Storm-0978 Campaign Analysis

Jarrod Johnson
Keysight ATI
Published in
4 min readAug 31, 2023

Recently Microsoft released some security updates for a newly detected Zero-Day vulnerability, CVE-2023–36884. Along with this vulnerability came an update statement associating it with a phishing campaign that has been observed targeting defense and government entities. Microsoft has identified the group responsible for these attack campaigns as Storm-0978. In this post we are going to look at one of these campaigns that was intended on luring Ukrainian officials via a Microsoft Word Phishing document. We will look at what composes the initially received archive, examine the network traffic that occurs after detonation, and discuss how easily this attack can evade detection.

Diving into the Word document

2400b169ee2c38ac146c67408debc9b4fa4fca5f

The sha1 hash listed above is the sample we are examining. It was initially reported to have reached the target via email. The document was originally detected with the title, ‘Overview_of_UWCs_UkraineInNATO_campaign.docx.doc’. If we examine the document contents, we learn that it is in fact an OOXML, (Open Office XML), file format… not just a Microsoft Word .doc.

The OOXML is a zipped XML archive that follows a certain structure.

When we unzip it, we can begin poking around for interesting artifacts.

Fig. 1 — OOXML archive contents

MS documents can have malicious attacks embedded in numerous ways like inside documents and themes, but in this instance, it appears that the source of the communication comes from a file named atfchunk.rtf.

This rtf file contains 3 embedded objects, 2 of which are responsible for outbound communication.

Fig. 2 — atfchunk OLE obj 1

The first embedded OLE object that we see above is objauthlink\objupdate with the objclass of type ‘ Word Document 8 ‘. Inside this, is the data that attempts to open an outbound SMB connection to a share titled ‘share1\MSHTML_C7’ requesting the file001.url.

This file001.url is another document that contains an html file with an embedded iframe that will render upon the document’s execution.

Fig. 3 — file001.url

The next embedded OLE object we can see includes the Windows MS-CFB (Compound Binary File Format) header — 0xE11AB1A1E011CFD0 -, with an objclass of xmlfile.

Much further below the header is the HTTP path to the external server hosting the path to MSHTML_C7/start.xml

Fig. 4 — atfchunk OLE obj 2

Network Traffic

Now that we have an idea of what the OOXML archive looks like, let’s inspect the HTTP traffic.

As we’ve seen in the embedded object, the first outbound request is made via an HTTP GET to the attacker’s remote server including the IP address and the URI path with the location — /MSHTML_C7/start.xml

The attacker’s server responds with the embedded HTML file containing the iframe to a file titled RFile.asp

Fig. 5 — MSHTML start.xml request

Following this response is an outbound HTTP GET to /MSHTML_C7/RFile.asp

The attacker responds with html that waits 30 seconds before reaching out to the attacker’s server.

Fig. 6 — RFile.asp request

Finally, serveral nearly identical HTTP GET requests are made to the attacker /MSHTML_C7/zip_k(x).asp?d=(ip)_(id)_ with x being incremental and the ip and id being generated from the target system.

Fig. 7 — additional asp requests

These files will continually download html files from the attacker and eventually grab an .htm file that will download a malicious payload.

ATI Campaign

The campaign we generate at Keysight replicates this entire attack traffic so that you can simulate this real-world threat against your network devices. However, it does more than just that.

During my analysis I was playing with the original threat and discovered that the Windows Security Threat Defender was catching the malicious document, which is great news. In fact, it detected many pieces, the OOXML archive, and the atfchunk, which is great.

For our threat campaign we start by sending the initial OOXML archive over the wire via many network transmission protocols that are available to the user to select like imap, smtp, smb, http etc.

After this, we make a decision. We either send the original binary with all of the originally observed traffic, or open the archive during runtime and modify the binaries to change the ip addresses to match the continuing execution steps as described above. We make sure to randomly generate and change any data that could be easily altered by the attacker in the future, both in the original binary/archive’s ‘atfchunk’, and then in the network traffic. After doing this, I was surprised to see that the document was no longer flagged. So, deeper inspection would be needed for this modified threat.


Among the following entries, count the lines that contain "surface" and report only the result.

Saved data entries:
++++++++++++++++++++

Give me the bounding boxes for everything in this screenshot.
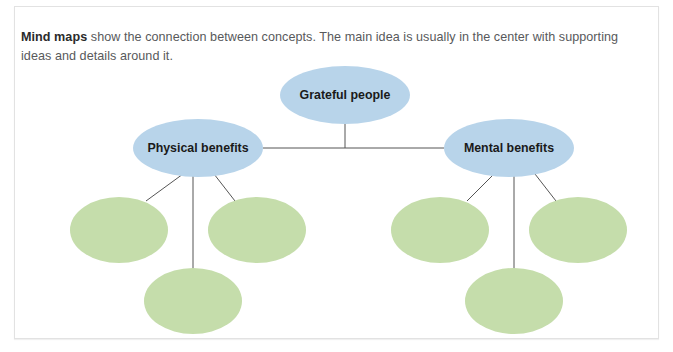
node-left-child-2[interactable] bbox=[208, 197, 306, 263]
connector-left-to-l1 bbox=[146, 174, 183, 201]
node-right-child-1[interactable] bbox=[391, 197, 489, 263]
screenshot-root: Mind maps show the connection between co… bbox=[0, 0, 673, 352]
node-right-child-2[interactable] bbox=[529, 197, 627, 263]
node-left-child-3[interactable] bbox=[144, 268, 242, 334]
intro-lead-term: Mind maps bbox=[21, 30, 87, 44]
root-node-group: Grateful people bbox=[280, 66, 410, 124]
mind-map-diagram: Physical benefits Mental benefits Gratef… bbox=[15, 53, 658, 338]
node-physical-benefits-label: Physical benefits bbox=[147, 141, 248, 155]
node-left-child-1[interactable] bbox=[70, 197, 168, 263]
mind-map-card: Mind maps show the connection between co… bbox=[14, 6, 659, 339]
connector-left-to-l2 bbox=[214, 174, 235, 201]
connector-right-to-r1 bbox=[467, 174, 494, 201]
secondary-nodes-group bbox=[70, 197, 627, 334]
connector-right-to-r2 bbox=[535, 174, 556, 201]
node-grateful-people-label: Grateful people bbox=[300, 88, 391, 102]
node-right-child-3[interactable] bbox=[465, 268, 563, 334]
node-mental-benefits-label: Mental benefits bbox=[464, 141, 554, 155]
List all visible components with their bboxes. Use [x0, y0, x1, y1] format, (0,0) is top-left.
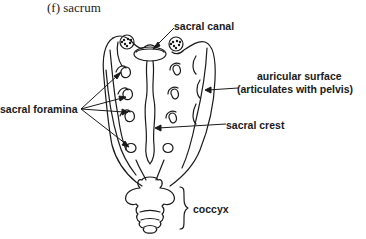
label-sacral-canal: sacral canal	[174, 20, 234, 32]
right-foramen-2	[171, 89, 179, 99]
coccyx-bone	[126, 177, 175, 233]
label-auricular-surface-note: (articulates with pelvis)	[237, 83, 353, 95]
right-foramen-3	[169, 113, 177, 123]
label-auricular-surface: auricular surface	[257, 70, 342, 82]
label-sacral-crest: sacral crest	[226, 119, 284, 131]
coccyx-brace	[180, 187, 188, 229]
right-foramen-4	[163, 144, 173, 153]
label-sacral-foramina: sacral foramina	[0, 103, 78, 115]
sacrum-illustration	[0, 0, 366, 239]
right-foramen-1	[173, 65, 181, 75]
label-coccyx: coccyx	[193, 203, 229, 215]
sacrum-diagram: (f) sacrum	[0, 0, 366, 239]
left-foramen-1	[121, 67, 130, 77]
median-crest	[145, 61, 155, 164]
articular-process-right	[169, 37, 183, 51]
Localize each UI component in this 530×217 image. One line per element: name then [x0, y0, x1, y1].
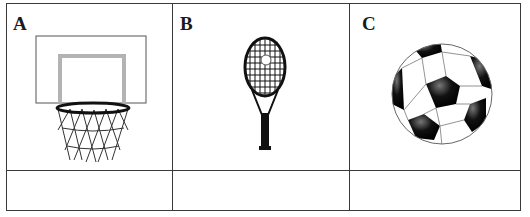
- soccer-ball-icon: [390, 42, 494, 148]
- cell-label-b: B: [180, 14, 193, 33]
- worksheet: A B C: [0, 0, 530, 217]
- answer-cell-c[interactable]: [351, 171, 519, 210]
- column-divider: [349, 4, 350, 210]
- tennis-racket-icon: [240, 34, 292, 154]
- cell-label-a: A: [13, 14, 27, 33]
- basketball-hoop-icon: [30, 30, 155, 168]
- column-divider: [172, 4, 173, 210]
- answer-cell-b[interactable]: [174, 171, 349, 210]
- cell-label-c: C: [362, 14, 376, 33]
- answer-cell-a[interactable]: [7, 171, 172, 210]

++++++++++++++++++++

**Result:** 2